Ultimus Enhances BPM Studio In Version 7
Aside from these similarities, however, the new BPM Studio process design tool has many improved features. It has a better collaborative environment to manage teams working on business processes. BPM Studio uses a tree view of remote process repositories that can be accessed from anywhere, allowing users in multiple locations to work simultaneously on the same project. To prevent file locking, the software includes a tool that lets users check processes in or out before working on them. BPM Studio also provides a history of the work done on every process, so users can review or roll back unwanted steps. Because the software provides object-level control of a task, users can work without having to connect to a repository. The suite saves tasks offline to users' local drives and then synchronizes changes when users log back into the repository. BPM Studio version 7 extends the software's distributed environment by providing massive server scalability, allowing processes to run simultaneously on multiple servers.
A target BPM server is required to publish a business process. In the new design environment, analysts and administrators have the ability to push processes to any runtime BPM server as long as they are granted proper security rights.
On the front end, developers have two fundamental ways to expose processes and interact with Ultimus' BPM server—through an API-to-API connection using custom clients or via an Ultimus client interface. Using a custom client from a packaged application or a third-party application, developers can integrate changes with Ultimus BPM by writing to the Ultimus API, which in turn pushes the changes to the Enterprise Integration kit. The kit supports a .Net and a Web services-based interface.
Users can launch any processes using Web services calls. What's more, Ultimus can expose all processes and Web services through a single connection via its administrative module. This module provides a list of published Web services processes on each BPM server and the status of those processes. To run processes, analysts simply have to enable them. When processes are exposed as Web services, Ultimus automatically adds a default set of methods to maintain communication between the BPM server and a client. These methods manage functions like incident retrieval and process completion. Although they typically run on .Net, these Web services files can also run via any third-party interface.
The BPM server also can act as a Web services consumer when interfacing with any application that exposes its API via Web services. For more robust interfaces, developers can write C# or VB.Net clients that interact with the Ultimus BPM. ASP.Net applications also can communicate with Ultimus BPM through .Net. Unlike other BPM servers that concentrate on task integration, Ultimus BPM focuses on providing a rich user-interaction experience. When building processes, Ultimus BPM provides users with specific steps within native forms to complete a business task. In addition to native forms, Ultimus includes Adobe PDF form and Microsoft InfoPath form interfaces.
The other step task used by Ultimus is called a Flobot, which stands for workflow robot. Ultimus provides out-of-the-box Flobot functionality for Microsoft Exchange, Word, Excel, Web services and BizTalk 2004, among others. These Flobots automatically route data to external systems and can also extract data from other systems.
Ultimus' channel marketing program provides sales tools, competitive analysis documents, white papers and video demos through the company's Web site. Technical support is offered via e-mail, phone and Web to Standard and Gold partners. Gold partners can access this support 24x7. Depending on the partner relationship, margins range from 20 percent to 40 percent. Ultimus BPM Suite is priced at $25,000.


§ **Problem to work on**
All lines in the data bearing the string "will" should be identified and copied.

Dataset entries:
★ ★ ★ ★

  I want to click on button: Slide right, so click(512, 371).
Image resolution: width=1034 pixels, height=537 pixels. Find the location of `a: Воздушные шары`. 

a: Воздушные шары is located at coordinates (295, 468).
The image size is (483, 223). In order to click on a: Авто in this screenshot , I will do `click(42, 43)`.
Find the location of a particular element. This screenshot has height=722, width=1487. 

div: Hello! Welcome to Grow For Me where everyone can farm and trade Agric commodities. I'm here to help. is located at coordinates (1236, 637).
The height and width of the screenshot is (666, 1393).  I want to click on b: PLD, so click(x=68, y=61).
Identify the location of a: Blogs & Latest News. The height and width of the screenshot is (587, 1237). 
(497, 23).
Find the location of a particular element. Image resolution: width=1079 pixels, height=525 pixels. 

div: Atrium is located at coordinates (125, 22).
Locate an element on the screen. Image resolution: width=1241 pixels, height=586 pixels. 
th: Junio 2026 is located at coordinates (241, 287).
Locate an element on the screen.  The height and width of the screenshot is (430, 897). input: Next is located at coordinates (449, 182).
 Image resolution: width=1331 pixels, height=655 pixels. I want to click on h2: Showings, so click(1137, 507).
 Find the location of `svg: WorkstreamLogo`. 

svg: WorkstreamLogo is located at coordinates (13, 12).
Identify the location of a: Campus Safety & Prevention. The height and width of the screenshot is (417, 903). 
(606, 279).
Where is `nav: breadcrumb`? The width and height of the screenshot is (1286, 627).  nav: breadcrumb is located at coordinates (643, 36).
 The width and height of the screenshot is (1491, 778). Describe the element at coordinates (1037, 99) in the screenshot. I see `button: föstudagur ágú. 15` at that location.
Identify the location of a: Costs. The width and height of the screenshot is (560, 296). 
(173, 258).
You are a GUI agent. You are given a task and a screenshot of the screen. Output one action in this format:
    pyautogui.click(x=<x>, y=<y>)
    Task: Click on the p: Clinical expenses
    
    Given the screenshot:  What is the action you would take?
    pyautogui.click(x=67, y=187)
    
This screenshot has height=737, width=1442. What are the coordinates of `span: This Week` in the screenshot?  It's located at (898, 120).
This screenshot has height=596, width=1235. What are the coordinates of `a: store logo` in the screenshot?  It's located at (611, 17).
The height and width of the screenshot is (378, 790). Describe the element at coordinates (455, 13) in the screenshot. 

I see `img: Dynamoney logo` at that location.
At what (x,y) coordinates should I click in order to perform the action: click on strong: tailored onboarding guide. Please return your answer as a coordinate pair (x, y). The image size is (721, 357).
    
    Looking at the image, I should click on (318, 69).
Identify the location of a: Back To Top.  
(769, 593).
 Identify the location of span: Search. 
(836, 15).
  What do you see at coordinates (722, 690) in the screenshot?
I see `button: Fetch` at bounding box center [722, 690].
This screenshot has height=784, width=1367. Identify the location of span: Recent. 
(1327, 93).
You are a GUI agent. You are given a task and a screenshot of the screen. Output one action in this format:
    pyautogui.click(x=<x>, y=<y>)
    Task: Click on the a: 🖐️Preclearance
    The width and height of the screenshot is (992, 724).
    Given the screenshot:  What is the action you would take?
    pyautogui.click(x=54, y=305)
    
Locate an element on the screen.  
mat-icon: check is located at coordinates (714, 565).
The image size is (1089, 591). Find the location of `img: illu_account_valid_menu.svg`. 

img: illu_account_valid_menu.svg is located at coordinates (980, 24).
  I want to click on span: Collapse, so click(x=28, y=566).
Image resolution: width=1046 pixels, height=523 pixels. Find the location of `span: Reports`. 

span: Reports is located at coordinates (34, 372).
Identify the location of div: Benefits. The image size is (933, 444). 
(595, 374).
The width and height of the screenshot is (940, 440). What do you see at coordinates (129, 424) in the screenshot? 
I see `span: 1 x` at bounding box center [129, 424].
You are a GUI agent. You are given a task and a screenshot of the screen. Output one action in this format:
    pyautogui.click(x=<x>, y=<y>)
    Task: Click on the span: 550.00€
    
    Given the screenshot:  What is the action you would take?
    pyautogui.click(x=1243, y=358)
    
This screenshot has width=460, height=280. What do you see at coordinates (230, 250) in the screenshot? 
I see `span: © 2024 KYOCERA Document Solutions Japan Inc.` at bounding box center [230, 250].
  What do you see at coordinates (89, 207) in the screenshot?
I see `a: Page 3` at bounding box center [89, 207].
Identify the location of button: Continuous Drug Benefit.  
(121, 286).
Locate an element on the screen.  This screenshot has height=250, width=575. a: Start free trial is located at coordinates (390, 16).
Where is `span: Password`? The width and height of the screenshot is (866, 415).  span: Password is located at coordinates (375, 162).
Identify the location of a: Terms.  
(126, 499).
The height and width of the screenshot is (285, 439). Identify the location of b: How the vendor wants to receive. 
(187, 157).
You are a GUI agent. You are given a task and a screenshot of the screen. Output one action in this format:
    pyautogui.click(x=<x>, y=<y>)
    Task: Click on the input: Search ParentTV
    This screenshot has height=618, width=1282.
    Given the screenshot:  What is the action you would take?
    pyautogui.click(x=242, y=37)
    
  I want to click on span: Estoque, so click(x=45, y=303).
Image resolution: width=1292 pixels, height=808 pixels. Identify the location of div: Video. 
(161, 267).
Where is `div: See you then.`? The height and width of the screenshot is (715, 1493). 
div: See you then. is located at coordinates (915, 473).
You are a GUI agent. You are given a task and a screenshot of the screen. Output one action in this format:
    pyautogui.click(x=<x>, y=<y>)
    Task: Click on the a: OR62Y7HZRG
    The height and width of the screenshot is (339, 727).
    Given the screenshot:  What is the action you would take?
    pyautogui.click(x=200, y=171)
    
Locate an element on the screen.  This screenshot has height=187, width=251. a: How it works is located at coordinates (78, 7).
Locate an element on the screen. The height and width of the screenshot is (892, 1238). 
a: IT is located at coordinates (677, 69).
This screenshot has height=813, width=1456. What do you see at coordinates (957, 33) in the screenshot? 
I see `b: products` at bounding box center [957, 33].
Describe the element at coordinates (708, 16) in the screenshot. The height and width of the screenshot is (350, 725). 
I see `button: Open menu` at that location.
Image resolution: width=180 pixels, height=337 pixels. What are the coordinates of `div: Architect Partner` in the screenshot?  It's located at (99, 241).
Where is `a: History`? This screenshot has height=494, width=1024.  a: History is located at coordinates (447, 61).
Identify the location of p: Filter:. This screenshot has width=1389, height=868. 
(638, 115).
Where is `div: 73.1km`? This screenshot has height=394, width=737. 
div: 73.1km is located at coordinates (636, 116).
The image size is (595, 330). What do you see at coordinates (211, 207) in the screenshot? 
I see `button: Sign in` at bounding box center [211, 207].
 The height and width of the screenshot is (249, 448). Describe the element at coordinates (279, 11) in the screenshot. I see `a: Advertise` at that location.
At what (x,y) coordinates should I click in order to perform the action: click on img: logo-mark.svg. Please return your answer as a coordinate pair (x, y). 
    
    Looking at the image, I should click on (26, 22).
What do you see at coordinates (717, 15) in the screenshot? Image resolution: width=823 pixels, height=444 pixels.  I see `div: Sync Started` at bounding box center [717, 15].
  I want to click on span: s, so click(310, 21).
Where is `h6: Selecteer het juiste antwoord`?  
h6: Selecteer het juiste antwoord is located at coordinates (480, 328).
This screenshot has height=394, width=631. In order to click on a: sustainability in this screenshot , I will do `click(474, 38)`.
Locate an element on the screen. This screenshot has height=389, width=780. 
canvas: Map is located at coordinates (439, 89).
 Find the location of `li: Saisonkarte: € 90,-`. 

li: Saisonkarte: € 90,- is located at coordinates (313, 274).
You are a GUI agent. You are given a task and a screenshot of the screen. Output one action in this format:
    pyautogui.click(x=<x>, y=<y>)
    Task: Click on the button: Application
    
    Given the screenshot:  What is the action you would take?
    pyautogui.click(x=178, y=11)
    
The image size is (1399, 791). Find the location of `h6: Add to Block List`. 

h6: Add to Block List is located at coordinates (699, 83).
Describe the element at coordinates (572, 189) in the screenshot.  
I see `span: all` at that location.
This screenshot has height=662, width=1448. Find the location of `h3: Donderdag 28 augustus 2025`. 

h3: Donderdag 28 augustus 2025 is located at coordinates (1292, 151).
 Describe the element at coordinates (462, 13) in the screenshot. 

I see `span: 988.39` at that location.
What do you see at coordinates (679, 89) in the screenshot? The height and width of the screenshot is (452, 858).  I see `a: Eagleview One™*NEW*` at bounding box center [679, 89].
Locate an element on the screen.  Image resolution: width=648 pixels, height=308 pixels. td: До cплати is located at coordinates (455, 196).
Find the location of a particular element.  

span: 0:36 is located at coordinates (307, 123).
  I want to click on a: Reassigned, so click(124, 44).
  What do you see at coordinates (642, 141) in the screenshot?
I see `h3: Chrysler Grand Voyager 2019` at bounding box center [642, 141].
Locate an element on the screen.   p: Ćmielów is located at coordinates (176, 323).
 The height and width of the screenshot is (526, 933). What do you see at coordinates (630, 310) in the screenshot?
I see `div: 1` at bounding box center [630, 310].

★ ★ ★ ★

§ **Exercise result**
The image size is (483, 223). In order to click on a: Авто in this screenshot , I will do `click(42, 43)`.
This screenshot has height=394, width=631. In order to click on a: sustainability in this screenshot , I will do `click(474, 38)`.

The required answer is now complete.